Legal Sports Betting: The Risk vs. the Reward

By Paul Hirsch

Four states had legal sports betting on their books in 1992 when the federal government banned states from the bookmaking business, and grandfathered in existing legal sports gambling in Nevada, Montana, Oregon, and Delaware.

Of those states, Nevada has a thriving sports book business while the other three had various forms of lottery games that involved sports. In May, Delaware attempted to join Nevada and get a piece of the estimated $400 billion that is wagered annually, legally and illegally, on professional and college sports. That attempt was thwarted in August when a federal appeals court in Philadelphia ruled that sports betting in the First State would violate the 1992 federal ban.

The crux of the appeals court ruling was that Delaware’s 1976 failed sports lottery did not constitute enough of a precedent to allow the grandfather clause of the 1992 law to apply. So, at least for now, legal sports betting in the United States will not grow outside Nevada sports books and various forms of horse and dog racing.

The implications of widespread sports gambling for the African American community are worth discussing. Though the Super Bowl is the most wagered sports event with $10 billion estimated to change hands, the NCAA Men’s Basketball Tournament is thought to be second, with an estimated $6 to $7 billion wagered legally and illegally.

While Super Bowl players are in many cases millionaires earning hundreds of thousands of dollars for their playoff runs, NCAA Men’s Basketball players are unsalaried, often without family money, and in some eyes ripe for the taking by gamblers. About three out of four are African American. Are college basketball players in particular apt to be influenced by gamblers, and are college athletes in general at greater risk due to the fact that the payoff for playing college sports is vastly different than the payoff a pro athlete receives from his sport?

Mitch, 52, a regular visitor to Las Vegas sports books during March Madness who played guard for U.C. Irvine’s basketball team in the 1970s, doesn’t think so. “I personally believe it is very difficult for an individual in a team sport to execute a point shaving scam. While it is possible, I do not think the risk warrants future regulation of legal sports betting.”

The facts would seem to bear Mitch out. While there have been intermittent gambling scandals, particularly in college basketball, since about 1950, there has been no increase in known point shaving scandals even as the money wagered has grown exponentially in the last decade.

The last dustup occurred in the early 1990s and involved North Carolina State player Charles Shackleford, who is African American. ABC News reported that during the 1987-88 season as many as four N.C. State players, including forward Shackleford, conspired to hold down the scores of four games in return for cash payments from a New Jersey contractor. According to the report, one of the games was March 6, 1988, against Wake Forest. N.C. State defeated Wake Forest by four points, after being favored by 16. According to Shackleford's lawyer and agent, Sal DiFazio, Shackleford never shaved points, although he admitted taking $65,000 from two men. Shackelford said the money was a loan.

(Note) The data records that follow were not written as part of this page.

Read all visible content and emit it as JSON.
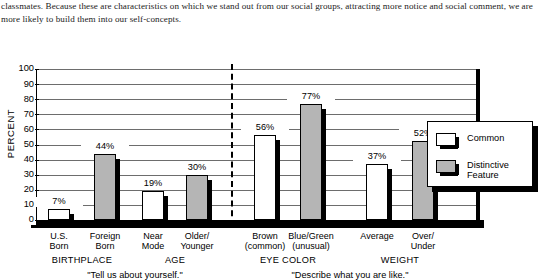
{
  "body_text": "classmates. Because these are characteristics on which we stand out from our social groups, attracting more notice and social comment, we are more likely to build them into our self-concepts.",
  "chart_data": {
    "type": "bar",
    "title": "",
    "xlabel": "",
    "ylabel": "PERCENT",
    "ylim": [
      0,
      100
    ],
    "ytick_labels": [
      "100",
      "90",
      "80",
      "70",
      "60",
      "50",
      "40",
      "30",
      "20",
      "10",
      "0"
    ],
    "grid": true,
    "legend_position": "right",
    "categories": [
      "U.S.\nBorn",
      "Foreign\nBorn",
      "Near\nMode",
      "Older/\nYounger",
      "Brown\n(common)",
      "Blue/Green\n(unusual)",
      "Average",
      "Over/\nUnder"
    ],
    "values": [
      7,
      44,
      19,
      30,
      56,
      77,
      37,
      52
    ],
    "value_labels": [
      "7%",
      "44%",
      "19%",
      "30%",
      "56%",
      "77%",
      "37%",
      "52%"
    ],
    "bar_types": [
      "common",
      "distinct",
      "common",
      "distinct",
      "common",
      "distinct",
      "common",
      "distinct"
    ],
    "groups": [
      {
        "label": "BIRTHPLACE",
        "categories": [
          "U.S. Born",
          "Foreign Born"
        ]
      },
      {
        "label": "AGE",
        "categories": [
          "Near Mode",
          "Older/ Younger"
        ]
      },
      {
        "label": "EYE COLOR",
        "categories": [
          "Brown (common)",
          "Blue/Green (unusual)"
        ]
      },
      {
        "label": "WEIGHT",
        "categories": [
          "Average",
          "Over/ Under"
        ]
      }
    ],
    "sections": [
      {
        "quote": "\"Tell us about yourself.\"",
        "groups": [
          "BIRTHPLACE",
          "AGE"
        ]
      },
      {
        "quote": "\"Describe what you are like.\"",
        "groups": [
          "EYE COLOR",
          "WEIGHT"
        ]
      }
    ],
    "legend": [
      {
        "label": "Common",
        "swatch": "common",
        "color": "#ffffff"
      },
      {
        "label": "Distinctive\nFeature",
        "swatch": "distinct",
        "color": "#b5b5b5"
      }
    ]
  }
}
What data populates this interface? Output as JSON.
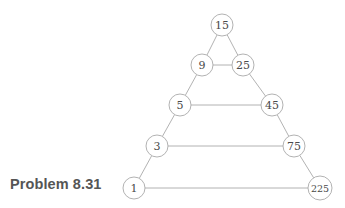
{
  "figure": {
    "caption": "Problem 8.31",
    "background_color": "#ffffff",
    "stroke_color": "#a9a9a9",
    "label_color": "#4a4a4a"
  },
  "chart_data": {
    "type": "diagram",
    "title": "Problem 8.31",
    "nodes": [
      {
        "id": "n15",
        "label": "15",
        "x": 222,
        "y": 25,
        "r": 11,
        "row": 0
      },
      {
        "id": "n9",
        "label": "9",
        "x": 202,
        "y": 65,
        "r": 11,
        "row": 1
      },
      {
        "id": "n25",
        "label": "25",
        "x": 243,
        "y": 65,
        "r": 11,
        "row": 1
      },
      {
        "id": "n5",
        "label": "5",
        "x": 180,
        "y": 105,
        "r": 11,
        "row": 2
      },
      {
        "id": "n45",
        "label": "45",
        "x": 272,
        "y": 105,
        "r": 11,
        "row": 2
      },
      {
        "id": "n3",
        "label": "3",
        "x": 157,
        "y": 146,
        "r": 11,
        "row": 3
      },
      {
        "id": "n75",
        "label": "75",
        "x": 294,
        "y": 146,
        "r": 11,
        "row": 3
      },
      {
        "id": "n1",
        "label": "1",
        "x": 134,
        "y": 188,
        "r": 11,
        "row": 4
      },
      {
        "id": "n225",
        "label": "225",
        "x": 320,
        "y": 188,
        "r": 12,
        "row": 4
      }
    ],
    "edges": [
      {
        "from": "n15",
        "to": "n9"
      },
      {
        "from": "n15",
        "to": "n25"
      },
      {
        "from": "n9",
        "to": "n25"
      },
      {
        "from": "n9",
        "to": "n5"
      },
      {
        "from": "n25",
        "to": "n45"
      },
      {
        "from": "n5",
        "to": "n45"
      },
      {
        "from": "n5",
        "to": "n3"
      },
      {
        "from": "n45",
        "to": "n75"
      },
      {
        "from": "n3",
        "to": "n75"
      },
      {
        "from": "n3",
        "to": "n1"
      },
      {
        "from": "n75",
        "to": "n225"
      },
      {
        "from": "n1",
        "to": "n225"
      }
    ]
  }
}
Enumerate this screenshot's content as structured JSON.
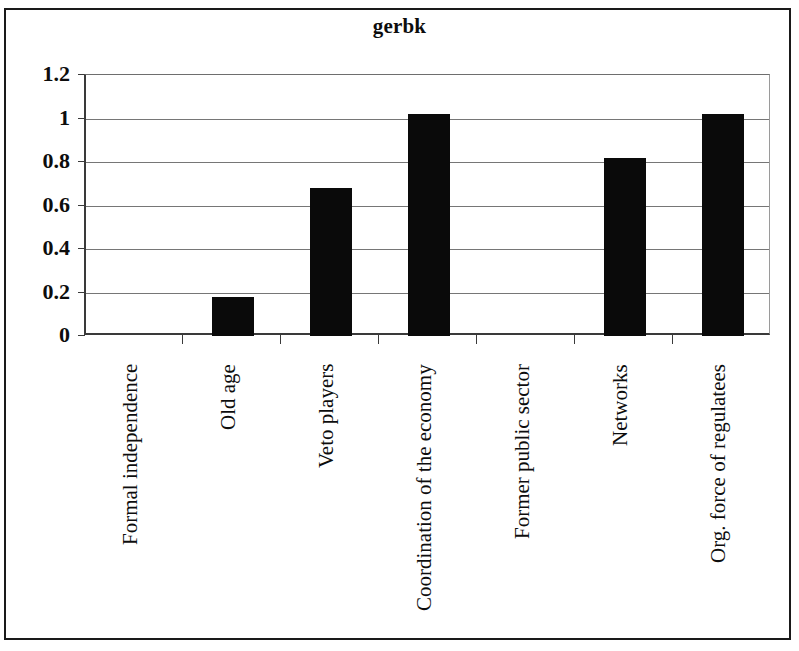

The notoriety did not affect Shackleford’s pro prospects. He played six NBA seasons with the Nets, 76ers, Timberwolves and Hornets; plus several seasons in Europe. Would an NBA team employ a non-star if the team believed it could not trust him to play honestly?

Jeff, an executive recruiter in Southern California, has played fantasy football and baseball for years and is fluent in the language of point spreads. His point of view is pragmatic and optimistic. “Admittedly, legalization of gambling will make it much more accessible, but the solution does not lie in controlling access.  The specter of expanded gambling is an ideal example of one of our greatest challenges (and opportunities) as a society – we need to emphasize the importance of ethical behavior in all aspects of our lives and our activities, and we need to be able to look to our sporting heroes as the example to follow.”

The bottom line: gambling is a fact of life in American society and sports whether legal or illegal. Unpaid, less wealthy, often African American; athletes, in college may be at greater risk, but with a vast majority of games on television, they are also watched more closely than ever. Legal sports gambling is merely a vehicle for states to get a cut during difficult financial times. The risk of players shaving points or throwing games is no greater or less, regardless of whether the action is taxed or part of a black market economy.

Hirsch is a contributing writer for Regal Black Men's Magazine.

 

This article was published on Thursday 03 September, 2009.